Oklahoma’s botched execution a teachable moment for nation


By Mark Earley and Jim Petro

Tribune News Service

Last year, government lawyers in Oklahoma made up a new drug cocktail for use in executions in that state. Facing a shortage of drugs to use in back-to-back executions scheduled to take place on the same night in April 2014, the lawyers searched the Internet for ideas. They called some of their colleagues in other states for their views. In the end, these lawyers with the Oklahoma Department of Corrections and the Oklahoma Attorney General’s office decided to use the anti-anxiety drug mida- zolam, which had never before been used in an Oklahoma execution. The total sum of time the state took to adopt a new form of execution was just four days.

The disastrous consequences of this hasty, ill-conceived decision quickly came to pass. A notoriously botched execution process occurred April 29 and lasted over 40 minutes, while Clayton Lockett writhed, strained, mumbled and tried to rise off the gurney. It represented a failure on the part of Oklahoma officials.

As former state attorneys general, the most solemn duty we perform is our oversight of the government’s carrying out of the punishments determined by the people of our state. The adoption of a new method to execute prisoners must involve careful and thoughtful deliberation, in consultation with medical and other scientific experts.

Use of midazolam

None of that happened in Oklahoma last year. Now the U.S. Supreme Court is preparing to hear Glossip v. Gross, a case based on Oklahoma’s use of midazolam that will evaluate whether the drug caused severe pain, needless suffering and a lingering death.

We know that there may be some who believe that we should not be concerned about the infliction of pain and suffering on those who have committed some of the worst acts of brutality our communities have witnessed. But, we cannot measure our actions against those committed by the condemned. We are not in the business of revenge.

As government officials, we bear great responsibility to ensure that punishments comport with the law. As long as we have a death penalty, executions must not violate the Eighth Amendment’s prohibition against cruel and unusual punishments. And when the method of execution is lethal injection — as it has been for nearly 40 years — officials must ensure that the drugs chosen are capable of causing a humane death, free of the infliction of unnecessary pain.

If Oklahoma officials had engaged in proper deliberation and study — and if they had consulted with medical experts — they would have quickly ruled out the use of midazolam as the first crucial drug in the state’s three-drug formula. Doctors may prescribe midazolam to ease the anxiety of pre-operative patients. However, the medical and scientific consensus is that it is not a drug that should ever be used as anesthesia during an operation. Midazolam has no pain-relieving qualities. It also has a ceiling effect, above which additional dosing has no additional effect. Thus, no amount of midazolam will produce anesthesia or coma.

This may seem like a technical glitch in the death penalty machine, but it most assuredly is not. When states use multiple drugs for executions, the first drug must act as an anesthetic capable of rendering the person unconscious in order for the execution to even be considered a legal or constitutional act. Without a proper dose from an effective first drug, to quote the Supreme Court, there is “a substantial, unconstitutionally unacceptable risk” that the prisoner will suffer extraordinary pain from administration of the second drug, which causes paralysis, and third drug — known as “liquid fire” — which causes cardiac arrest.

The state of Oklahoma itself confesses that it would be unconstitutional to administer the second and third drugs to a conscious person. But it nonetheless went forward to select midazolam to serve as the all-important first drug.

Unscientific process

Oklahoma’s unscientific process violated its solemn duty to carry out lawful punishments. A main basis for the state’s selection of midazolam included a Department of Corrections lawyer’s Internet research in which he “looked on-line” and “Went past the key Wiki leaks or whatever it is” to determine if the state should use the new drug in executions. It also comprised Oklahoma officials’ consultation with officials from Illinois, Texas and Arizona even though none of those states were using midazolam at that time.

As former elected state officials, we understand the political pressure to avoid delays in carrying out punishments. But such pressures can never trump our primary responsibility to ensure that such punishments are lawful. Any state using midazolam to execute prisoners fails this important balancing test, including Oklahoma.

Mark Earley, a Republican, served as attorney general of Virginia from 1998 to 2001 and in the Virginia State Senate from 1988 to 1998. Jim Petro, a Republican, served as attorney general of Ohio from 2003 to 2007 and in the Ohio House of Representatives from 1981 to 1984 and again from 1987 to 1990. Distributed by Tribune Content Agency, LLC.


WHAT THE EXERCISE ASKS
The required result is every line of the records that includes "Promotions".

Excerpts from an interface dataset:
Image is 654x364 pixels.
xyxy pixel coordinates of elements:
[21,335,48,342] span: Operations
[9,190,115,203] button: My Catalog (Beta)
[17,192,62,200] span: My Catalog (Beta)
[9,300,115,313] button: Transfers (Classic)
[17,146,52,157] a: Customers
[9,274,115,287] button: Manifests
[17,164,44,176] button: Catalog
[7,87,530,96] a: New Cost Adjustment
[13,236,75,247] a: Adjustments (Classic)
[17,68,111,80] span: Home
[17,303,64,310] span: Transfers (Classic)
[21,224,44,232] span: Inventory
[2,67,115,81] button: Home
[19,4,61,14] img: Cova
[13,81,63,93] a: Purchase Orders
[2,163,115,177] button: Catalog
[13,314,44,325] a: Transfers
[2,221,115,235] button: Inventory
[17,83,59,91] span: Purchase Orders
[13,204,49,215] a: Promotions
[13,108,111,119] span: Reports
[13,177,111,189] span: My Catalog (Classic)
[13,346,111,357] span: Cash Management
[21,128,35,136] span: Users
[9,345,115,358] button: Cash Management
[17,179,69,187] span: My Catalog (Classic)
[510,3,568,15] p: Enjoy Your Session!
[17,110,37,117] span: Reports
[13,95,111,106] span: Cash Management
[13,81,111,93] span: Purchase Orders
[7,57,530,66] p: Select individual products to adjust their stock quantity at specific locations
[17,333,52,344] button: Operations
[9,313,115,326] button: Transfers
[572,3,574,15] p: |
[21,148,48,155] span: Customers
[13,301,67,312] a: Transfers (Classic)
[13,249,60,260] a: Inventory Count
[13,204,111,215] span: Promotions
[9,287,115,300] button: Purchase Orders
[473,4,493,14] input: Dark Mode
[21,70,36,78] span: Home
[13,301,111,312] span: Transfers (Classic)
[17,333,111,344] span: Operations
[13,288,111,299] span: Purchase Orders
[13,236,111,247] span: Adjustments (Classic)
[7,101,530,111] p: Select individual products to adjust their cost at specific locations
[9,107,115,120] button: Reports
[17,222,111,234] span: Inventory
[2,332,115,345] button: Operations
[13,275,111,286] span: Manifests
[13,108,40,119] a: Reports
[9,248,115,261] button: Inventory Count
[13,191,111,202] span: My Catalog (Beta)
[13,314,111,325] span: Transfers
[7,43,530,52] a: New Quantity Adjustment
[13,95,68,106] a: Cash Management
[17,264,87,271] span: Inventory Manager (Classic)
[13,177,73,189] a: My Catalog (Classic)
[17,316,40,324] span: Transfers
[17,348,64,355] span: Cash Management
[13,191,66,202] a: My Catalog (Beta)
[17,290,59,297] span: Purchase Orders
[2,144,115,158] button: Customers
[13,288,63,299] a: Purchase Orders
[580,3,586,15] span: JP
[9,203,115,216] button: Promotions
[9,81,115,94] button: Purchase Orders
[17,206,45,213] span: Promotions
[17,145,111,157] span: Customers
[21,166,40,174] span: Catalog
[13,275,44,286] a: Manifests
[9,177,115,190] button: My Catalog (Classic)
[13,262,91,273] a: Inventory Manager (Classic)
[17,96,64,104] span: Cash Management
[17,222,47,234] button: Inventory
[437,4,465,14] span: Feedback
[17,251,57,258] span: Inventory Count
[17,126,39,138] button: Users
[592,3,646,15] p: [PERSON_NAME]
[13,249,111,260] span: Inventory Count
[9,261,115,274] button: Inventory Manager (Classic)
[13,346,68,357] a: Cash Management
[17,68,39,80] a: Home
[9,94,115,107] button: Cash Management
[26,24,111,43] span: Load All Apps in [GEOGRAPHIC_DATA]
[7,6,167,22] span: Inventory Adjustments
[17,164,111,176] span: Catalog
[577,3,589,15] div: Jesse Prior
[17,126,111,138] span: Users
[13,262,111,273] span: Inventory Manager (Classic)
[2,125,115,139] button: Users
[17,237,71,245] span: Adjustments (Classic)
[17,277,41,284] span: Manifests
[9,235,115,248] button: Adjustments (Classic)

REPLY TO THE EXERCISE
[13,204,49,215] a: Promotions
[13,204,111,215] span: Promotions
[9,203,115,216] button: Promotions
[17,206,45,213] span: Promotions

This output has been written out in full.